I have a Broadcast Receiver for my C2DM(old) Messaging like

    <receiver android:name=".C2DMRegistrationReceiver">
           <!-- Receive the actual message -->
          <intent-filter>
              <action android:name="com.google.android.c2dm.intent.RECEIVE" />
              <category android:name="com.test" />
          </intent-filter>
          <!-- Receive the registration id -->
          <intent-filter>
              <action android:name="com.google.android.c2dm.intent.REGISTRATION" />
              <category android:name="com.test" />
          </intent-filter>
         <intent-filter>
              <action android:name="REGISTRY_RETRY" />
              <category android:name="com.test" />
          </intent-filter>
    </receiver>

for security reasons you should declare a permission for this receiver like

<receiver android:name=".C2DMRegistrationReceiver" permission="com.google.android.c2dm.permission.SEND">

my problem here is that my 3. Intent Filter dont receive the call because i enforce the com.google.android.c2dm.permission.SEND Permission.

So my Question: Is there a way to define 2 Permissions for one Broadcast Receiver or can i enforce the Permission for the Caller inside my onReceive Code?

i tried

  private boolean checkC2DMPermission(Context context) {
    String permission = "com.google.android.c2dm.permission.SEND";
    context.enforceCallingPermission(permission, "Keine C2DM Permission");
    return true;
  }

also i've tested context.checkCallingPermission(permission) its -1 for a C2DM Register Intent. Enforce gave me a SecurityException.

有帮助吗?

解决方案

I know this question is old, but I ran into the same problem, and this comes up in a google search, so here we go.

The short answer is you can't.

The mentioned methods are intended for when you are executing an IPC, for example a bound service using AIDL.

The broadcast receiver is not executing an IPC, so you can't get the senders permissions, from the broadcast receiver.

To enforce the permission, you have to declare the permissions for the broadcast receiver in the manifest. This works because Android enforces the required permissions before it is delivered to the receiver.

The permissions are common for all actions in the receiver. To handle this, you can split the broadcast receiver into separate classes, as @CommonsWare proposes.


TASK STATEMENT - Look through the records, and wherever the string "What" turns up, copy out that line.

Figure record extracts
----------
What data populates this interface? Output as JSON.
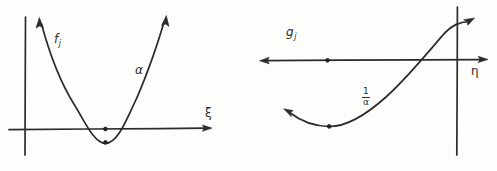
{
  "figure": {
    "background_color": "#fdfdfc",
    "ink_color": "#2b2b2b",
    "panels": [
      {
        "id": "left-panel",
        "description": "upward-opening parabola crossing the horizontal axis, hand drawn",
        "axis_horizontal_label": "ξ",
        "axis_vertical_label": "",
        "curve_label": "f",
        "curve_label_subscript": "j",
        "curve_parameter_label": "α",
        "marked_points": 2
      },
      {
        "id": "right-panel",
        "description": "upward curve rising through the vertical axis, hand drawn",
        "axis_horizontal_label": "η",
        "axis_vertical_label": "",
        "curve_label": "g",
        "curve_label_subscript": "j",
        "curve_parameter_numerator": "1",
        "curve_parameter_denominator": "α",
        "marked_points": 2
      }
    ]
  },
  "labels": {
    "left_f": "f",
    "left_f_sub": "j",
    "left_alpha": "α",
    "left_xi": "ξ",
    "right_g": "g",
    "right_g_sub": "j",
    "right_frac_num": "1",
    "right_frac_den": "α",
    "right_eta": "η"
  }
}
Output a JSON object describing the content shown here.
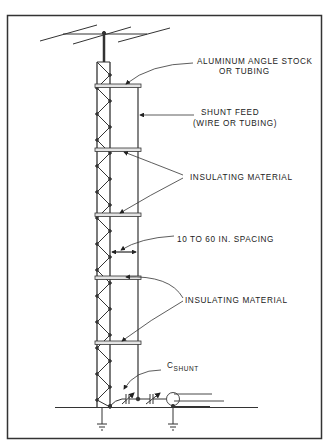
{
  "diagram": {
    "labels": {
      "aluminum_line1": "ALUMINUM ANGLE STOCK",
      "aluminum_line2": "OR TUBING",
      "shunt_feed_line1": "SHUNT FEED",
      "shunt_feed_line2": "(WIRE OR TUBING)",
      "insulating_upper": "INSULATING MATERIAL",
      "spacing": "10 TO 60 IN.  SPACING",
      "insulating_lower": "INSULATING MATERIAL",
      "c_shunt_main": "C",
      "c_shunt_sub": "SHUNT"
    },
    "components": [
      "beam-antenna",
      "lattice-tower",
      "shunt-feed-wire",
      "insulating-crossbars",
      "shunt-capacitors",
      "coax-connector",
      "ground-symbols"
    ],
    "colors": {
      "ink": "#222222",
      "background": "#ffffff",
      "crossbar": "#dddddd"
    }
  }
}
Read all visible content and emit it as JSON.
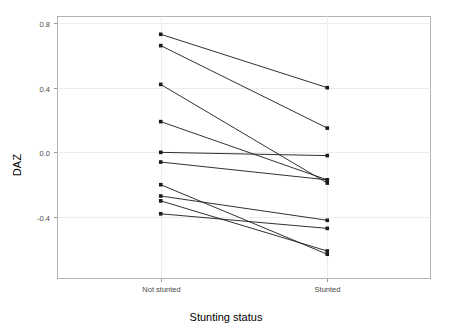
{
  "chart_data": {
    "type": "line",
    "title": "",
    "subtitle": "",
    "xlabel": "Stunting status",
    "ylabel": "DAZ",
    "categories": [
      "Not stunted",
      "Stunted"
    ],
    "x": [
      0,
      1
    ],
    "ytick_labels": [
      "0.8",
      "0.4",
      "0.0",
      "-0.4"
    ],
    "ytick_values": [
      0.8,
      0.4,
      0.0,
      -0.4
    ],
    "ylim": [
      -0.78,
      0.84
    ],
    "xlim": [
      -0.62,
      1.62
    ],
    "grid": true,
    "grid_axis": "y",
    "legend": "none",
    "marker": "square",
    "marker_color": "#1a1a1a",
    "line_color": "#1a1a1a",
    "panel_background": "#ffffff",
    "panel_border_color": "#b4b4b4",
    "series": [
      {
        "name": "pair-1",
        "values": [
          0.73,
          0.4
        ]
      },
      {
        "name": "pair-2",
        "values": [
          0.66,
          0.15
        ]
      },
      {
        "name": "pair-3",
        "values": [
          0.42,
          -0.19
        ]
      },
      {
        "name": "pair-4",
        "values": [
          0.19,
          -0.17
        ]
      },
      {
        "name": "pair-5",
        "values": [
          0.0,
          -0.02
        ]
      },
      {
        "name": "pair-6",
        "values": [
          -0.06,
          -0.17
        ]
      },
      {
        "name": "pair-7",
        "values": [
          -0.2,
          -0.63
        ]
      },
      {
        "name": "pair-8",
        "values": [
          -0.27,
          -0.42
        ]
      },
      {
        "name": "pair-9",
        "values": [
          -0.3,
          -0.61
        ]
      },
      {
        "name": "pair-10",
        "values": [
          -0.38,
          -0.47
        ]
      }
    ]
  },
  "axis": {
    "y_title": "DAZ",
    "x_title": "Stunting status"
  }
}
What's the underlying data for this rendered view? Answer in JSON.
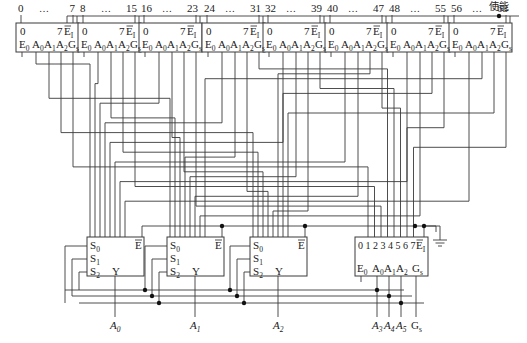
{
  "diagram": {
    "enable_label": "使能",
    "top_decoders": [
      {
        "range_start": "0",
        "range_end": "7",
        "ellipsis": "…",
        "out_first": "0",
        "out_last": "7",
        "enable": "E",
        "enable_sub": "I",
        "inputs": [
          "E0",
          "A0",
          "A1",
          "A2",
          "Gs"
        ]
      },
      {
        "range_start": "8",
        "range_end": "15",
        "ellipsis": "…",
        "out_first": "0",
        "out_last": "7",
        "enable": "E",
        "enable_sub": "I",
        "inputs": [
          "E0",
          "A0",
          "A1",
          "A2",
          "Gs"
        ]
      },
      {
        "range_start": "16",
        "range_end": "23",
        "ellipsis": "…",
        "out_first": "0",
        "out_last": "7",
        "enable": "E",
        "enable_sub": "I",
        "inputs": [
          "E0",
          "A0",
          "A1",
          "A2",
          "Gs"
        ]
      },
      {
        "range_start": "24",
        "range_end": "31",
        "ellipsis": "…",
        "out_first": "0",
        "out_last": "7",
        "enable": "E",
        "enable_sub": "I",
        "inputs": [
          "E0",
          "A0",
          "A1",
          "A2",
          "Gs"
        ]
      },
      {
        "range_start": "32",
        "range_end": "39",
        "ellipsis": "…",
        "out_first": "0",
        "out_last": "7",
        "enable": "E",
        "enable_sub": "I",
        "inputs": [
          "E0",
          "A0",
          "A1",
          "A2",
          "Gs"
        ]
      },
      {
        "range_start": "40",
        "range_end": "47",
        "ellipsis": "…",
        "out_first": "0",
        "out_last": "7",
        "enable": "E",
        "enable_sub": "I",
        "inputs": [
          "E0",
          "A0",
          "A1",
          "A2",
          "Gs"
        ]
      },
      {
        "range_start": "48",
        "range_end": "55",
        "ellipsis": "…",
        "out_first": "0",
        "out_last": "7",
        "enable": "E",
        "enable_sub": "I",
        "inputs": [
          "E0",
          "A0",
          "A1",
          "A2",
          "Gs"
        ]
      },
      {
        "range_start": "56",
        "range_end": "63",
        "ellipsis": "…",
        "out_first": "0",
        "out_last": "7",
        "enable": "E",
        "enable_sub": "I",
        "inputs": [
          "E0",
          "A0",
          "A1",
          "A2",
          "Gs"
        ]
      }
    ],
    "muxes": [
      {
        "s0": "S0",
        "s1": "S1",
        "s2": "S2",
        "y": "Y",
        "e": "E",
        "output": "A0"
      },
      {
        "s0": "S0",
        "s1": "S1",
        "s2": "S2",
        "y": "Y",
        "e": "E",
        "output": "A1"
      },
      {
        "s0": "S0",
        "s1": "S1",
        "s2": "S2",
        "y": "Y",
        "e": "E",
        "output": "A2"
      }
    ],
    "priority_encoder": {
      "inputs_label": "0 1 2 3 4 5 6 7",
      "enable": "E",
      "enable_sub": "I",
      "outputs": [
        "E0",
        "A0",
        "A1",
        "A2",
        "Gs"
      ],
      "output_labels": [
        "A3",
        "A4",
        "A5",
        "Gs"
      ]
    }
  }
}
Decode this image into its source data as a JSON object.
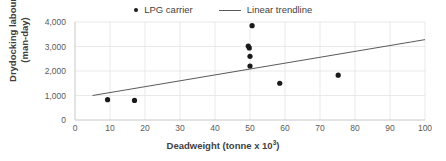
{
  "chart_data": {
    "type": "scatter",
    "title": "",
    "xlabel": "Deadweight (tonne x 10³)",
    "ylabel_line1": "Drydocking labour",
    "ylabel_line2": "(man-day)",
    "xlim": [
      0,
      100
    ],
    "ylim": [
      0,
      4000
    ],
    "xticks": [
      0,
      10,
      20,
      30,
      40,
      50,
      60,
      70,
      80,
      90,
      100
    ],
    "xtick_labels": [
      "0",
      "10",
      "20",
      "30",
      "40",
      "50",
      "60",
      "70",
      "80",
      "90",
      "100"
    ],
    "yticks": [
      0,
      1000,
      2000,
      3000,
      4000
    ],
    "ytick_labels": [
      "0",
      "1,000",
      "2,000",
      "3,000",
      "4,000"
    ],
    "grid": true,
    "legend_position": "top-center",
    "series": [
      {
        "name": "LPG carrier",
        "type": "scatter",
        "marker": "circle",
        "color": "#1a1a1a",
        "points": [
          {
            "x": 9.3,
            "y": 830
          },
          {
            "x": 17.0,
            "y": 800
          },
          {
            "x": 49.5,
            "y": 3020
          },
          {
            "x": 49.8,
            "y": 2940
          },
          {
            "x": 50.0,
            "y": 2600
          },
          {
            "x": 50.0,
            "y": 2200
          },
          {
            "x": 50.6,
            "y": 3850
          },
          {
            "x": 58.5,
            "y": 1500
          },
          {
            "x": 75.2,
            "y": 1830
          }
        ]
      },
      {
        "name": "Linear trendline",
        "type": "line",
        "color": "#5a5a5a",
        "points": [
          {
            "x": 5,
            "y": 1000
          },
          {
            "x": 100,
            "y": 3280
          }
        ]
      }
    ]
  },
  "legend": {
    "entries": [
      {
        "label": "LPG carrier",
        "marker": "dot"
      },
      {
        "label": "Linear trendline",
        "marker": "line"
      }
    ]
  },
  "axes": {
    "x_title_main": "Deadweight (tonne x 10",
    "x_title_sup": "3",
    "x_title_tail": ")",
    "y_title_line1": "Drydocking labour",
    "y_title_line2": "(man-day)"
  },
  "colors": {
    "marker": "#1a1a1a",
    "trendline": "#5a5a5a",
    "grid": "#e3e3e3",
    "axis": "#c8c8c8",
    "text": "#5a5a5a",
    "title_text": "#3f3f3f",
    "background": "#ffffff"
  }
}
----------
ANSWER AREA -
What data populates this interface? Output as JSON.
What's the underlying data for this rendered view? Answer in JSON.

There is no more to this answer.